The phrase ‘new normal’ has been thrown around so much in recent weeks to the point where I cannot stand hearing it. But last night watching Tottenham retreat to their 6-yard box in the defence of a one-goal lead, I couldn’t help thinking this may just be our very own ‘new normal’.
This was a growing concern of mine way before the season was disrupted. At first it was the apparent lack of invention as Mourinho prepared for life after Christian Eriksen. Then came the onus on the long ball. This works when Bournemouth’s back four can’t form a straight horizontal line, but is stifled by a coherent defence or by VAR noticing someone’s shoulder being an inch offside. By the end of February, Tottenham were relying on moments of individual brilliance to scrape together points. Think Bergwijn versus City, Dele versus Brighton. The problem is there’s only a finite amount of individual brilliance in our squad, especially when none of our attacking players can avoid injury. This was a shambolic advance to Europe even Field Marshall Haig would have frowned upon.
So I should have known better than to think this was the start of something great when Stevie Bergwijn raced past the United defence to open the scoring last night. But who could blame me? After all, José and his number two, Joao Sacramento, had undoubtedly profited from these months to finally get to grips with this squad; watch hours and hours of past games, work out strengths and flaws, who should play where, how we can kill games off. All the players, with the exception of Dele Alli and Lucas Moura, were fit and available to play. Sure, United had plenty of pace up top, but didn’t we? We could make mince meat out of Lindelof and Maguire! Come on you Spurs!
Half-time. We’re a goal up and Roy Keane is so angry I can feel the heat from my television. This is going rather well. Defence solid. Attack dangerous. Lamela surely just one foul away from getting booked and winning me £38 from William Hill. We’ve got them on the ropes here. Just one more feeble shot past De Gea could secure the knockout.
Then came the bus. The dreaded bus, parked very clumsily in our eighteen yard box. And it was at around the 48th minute mark that I realised we would no longer win the game.
Before the match Roy Keane, in all his ferocious wisdom, mentioned an inherent weakness in the DNA of Tottenham teams past and present. I’m not convinced on the science here, or if weakness is the sort of trait stored in DNA, but he can’t be that far off the mark.
Luckily, I rarely enjoy watching my team for fear of total collapse (there is form there). So mustering only 39% possession on our home turf doesn’t affect me too much. Nonetheless, it was hard to watch as we dropped further back yard by yard, minute by minute. It’s no surprise Paul Pogba was at the byline when he earned his team a penalty.
Were it not for John Moss’ visual deficiencies being picked up on, we would have lost that match. It would have been another case – just like against Liverpool (twice) and Chelsea (twice) – of Tottenham trying and spectacularly failing to win a game by prioritising the evasion of defeat. Life seemed much easier when if we were to lose a big game, we would go down in flames. Not by conceding one in the 88th minute, but by conceding five in the first half. Parking the bus may prove fruitful against Manchester City once in a blue moon. But even that particular victory required a one-man advantage, a penalty save and about seven near-death experiences. In any case, we can’t keep playing with fire.
There are of course some positives to take and some excuses to make. That first-half performance was perhaps as good as I’ve seen all season. It would also be unfair to overly criticise a team on their first competitive game back in three months. We did lack attacking options off the bench. And most importantly, I am 99% sure if I bet on Lamela to be carded in the next game I’ll finally get the money I deserve. It’s not all doom and gloom – no, that’ll be when we lose to West Ham on Tuesday.
The reason I’m annoyed, perhaps excessively, is for the same reason you get most annoyed at the people you love. It’s because you care, and because you hate the Europa League. So José Mourinho, if you stumble across this, consider letting us play some decent football for a while longer in games. Don’t let parking the bus become the new normal.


» **What you need to do**:
Whenever an image turns up, omit it and return the remaining data exactly.

» **Data section**:

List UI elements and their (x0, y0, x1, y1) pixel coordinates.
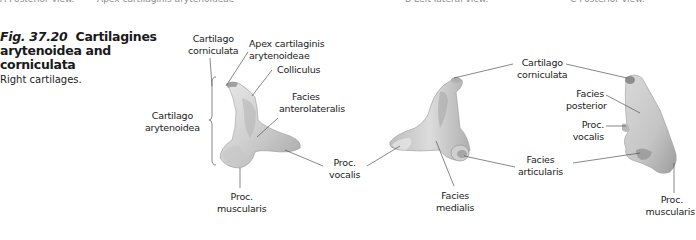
label-apex-cartilaginis-arytenoideae: Apex cartilaginis arytenoideae (249, 38, 325, 61)
bracket-cartilago-arytenoidea (209, 77, 216, 165)
label-proc-vocalis-center: Proc. vocalis (329, 157, 360, 180)
label-proc-vocalis-right: Proc. vocalis (566, 119, 604, 142)
leader-corniculata-to-middle (454, 64, 513, 78)
label-facies-posterior: Facies posterior (566, 88, 604, 111)
label-proc-muscularis-left: Proc. muscularis (217, 191, 266, 214)
leader-proc-vocalis-to-left (285, 150, 323, 166)
cartilage-posterior-view (622, 75, 676, 173)
label-colliculus: Colliculus (277, 64, 320, 76)
leader-proc-vocalis-to-middle (367, 146, 400, 166)
label-facies-anterolateralis: Facies anterolateralis (279, 91, 345, 114)
label-cartilago-corniculata-left: Cartilago corniculata (188, 33, 239, 56)
leader-apex (226, 52, 248, 86)
leader-facies-articularis-to-middle (464, 156, 515, 167)
label-proc-muscularis-right: Proc. muscularis (640, 194, 695, 217)
label-facies-articularis: Facies articularis (518, 154, 563, 177)
leader-colliculus (252, 70, 272, 96)
label-cartilago-corniculata-center: Cartilago corniculata (517, 57, 568, 80)
label-cartilago-arytenoidea: Cartilago arytenoidea (145, 110, 200, 133)
cartilage-medial-view (390, 77, 470, 161)
leader-corniculata-to-right (566, 64, 627, 78)
label-facies-medialis: Facies medialis (436, 190, 474, 213)
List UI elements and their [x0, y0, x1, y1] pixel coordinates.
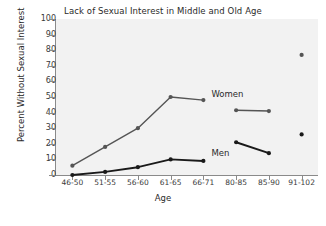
data-point	[234, 140, 238, 144]
data-point	[70, 164, 74, 168]
data-point	[267, 109, 271, 113]
series-layer	[0, 0, 326, 226]
data-point	[201, 159, 205, 163]
data-point	[169, 157, 173, 161]
series-line	[72, 97, 203, 166]
data-point	[70, 173, 74, 177]
data-point	[300, 132, 304, 136]
data-point	[136, 126, 140, 130]
series-annotation-men: Men	[211, 148, 229, 158]
data-point	[103, 170, 107, 174]
data-point	[201, 98, 205, 102]
data-point	[103, 145, 107, 149]
series-men	[70, 132, 303, 177]
data-point	[267, 151, 271, 155]
series-annotation-women: Women	[211, 89, 243, 99]
chart-figure: Lack of Sexual Interest in Middle and Ol…	[0, 0, 326, 226]
data-point	[136, 165, 140, 169]
data-point	[169, 95, 173, 99]
series-line	[236, 142, 269, 153]
data-point	[234, 108, 238, 112]
data-point	[300, 53, 304, 57]
series-line	[236, 110, 269, 111]
series-women	[70, 53, 303, 168]
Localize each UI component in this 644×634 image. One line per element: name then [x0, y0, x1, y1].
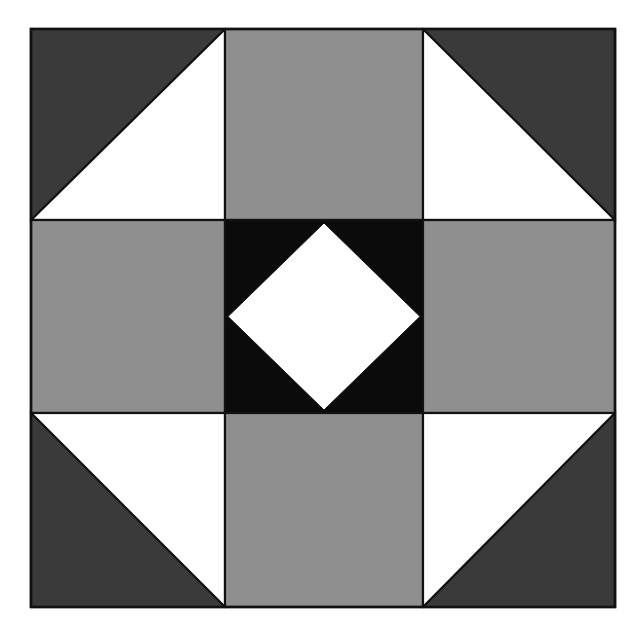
- cell-middle-right: [423, 220, 615, 413]
- quilt-block: [31, 29, 615, 607]
- quilt-block-canvas: [0, 0, 644, 634]
- cell-middle-left: [31, 220, 225, 413]
- quilt-block-diagram: [0, 0, 644, 634]
- cell-top-center: [225, 29, 423, 220]
- cell-bottom-center: [225, 413, 423, 607]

» **Answer to this problem**:
List UI elements and their (x0, y0, x1, y1) pixel coordinates.
label-apex-cartilaginis-arytenoideae: Apex cartilaginis arytenoideae (249, 38, 325, 61)
bracket-cartilago-arytenoidea (209, 77, 216, 165)
label-proc-vocalis-center: Proc. vocalis (329, 157, 360, 180)
label-proc-vocalis-right: Proc. vocalis (566, 119, 604, 142)
leader-corniculata-to-middle (454, 64, 513, 78)
label-facies-posterior: Facies posterior (566, 88, 604, 111)
label-proc-muscularis-left: Proc. muscularis (217, 191, 266, 214)
leader-proc-vocalis-to-left (285, 150, 323, 166)
cartilage-posterior-view (622, 75, 676, 173)
label-colliculus: Colliculus (277, 64, 320, 76)
leader-proc-vocalis-to-middle (367, 146, 400, 166)
label-facies-anterolateralis: Facies anterolateralis (279, 91, 345, 114)
label-cartilago-corniculata-left: Cartilago corniculata (188, 33, 239, 56)
leader-apex (226, 52, 248, 86)
leader-facies-articularis-to-middle (464, 156, 515, 167)
label-proc-muscularis-right: Proc. muscularis (640, 194, 695, 217)
label-facies-articularis: Facies articularis (518, 154, 563, 177)
leader-colliculus (252, 70, 272, 96)
label-cartilago-corniculata-center: Cartilago corniculata (517, 57, 568, 80)
label-cartilago-arytenoidea: Cartilago arytenoidea (145, 110, 200, 133)
cartilage-medial-view (390, 77, 470, 161)
leader-corniculata-to-right (566, 64, 627, 78)
label-facies-medialis: Facies medialis (436, 190, 474, 213)
List UI elements and their [x0, y0, x1, y1] pixel coordinates.
data-point	[234, 140, 238, 144]
data-point	[70, 164, 74, 168]
data-point	[267, 109, 271, 113]
series-layer	[0, 0, 326, 226]
data-point	[201, 159, 205, 163]
data-point	[169, 157, 173, 161]
series-line	[72, 97, 203, 166]
data-point	[70, 173, 74, 177]
data-point	[300, 132, 304, 136]
data-point	[136, 126, 140, 130]
series-annotation-men: Men	[211, 148, 229, 158]
data-point	[103, 170, 107, 174]
data-point	[201, 98, 205, 102]
data-point	[103, 145, 107, 149]
series-men	[70, 132, 303, 177]
data-point	[267, 151, 271, 155]
series-annotation-women: Women	[211, 89, 243, 99]
chart-figure: Lack of Sexual Interest in Middle and Ol…	[0, 0, 326, 226]
data-point	[136, 165, 140, 169]
data-point	[169, 95, 173, 99]
series-line	[236, 142, 269, 153]
data-point	[234, 108, 238, 112]
data-point	[300, 53, 304, 57]
series-line	[236, 110, 269, 111]
series-women	[70, 53, 303, 168]
Localize each UI component in this 644×634 image. One line per element: name then [x0, y0, x1, y1].
- cell-middle-right: [423, 220, 615, 413]
- quilt-block: [31, 29, 615, 607]
- quilt-block-canvas: [0, 0, 644, 634]
- cell-middle-left: [31, 220, 225, 413]
- quilt-block-diagram: [0, 0, 644, 634]
- cell-top-center: [225, 29, 423, 220]
- cell-bottom-center: [225, 413, 423, 607]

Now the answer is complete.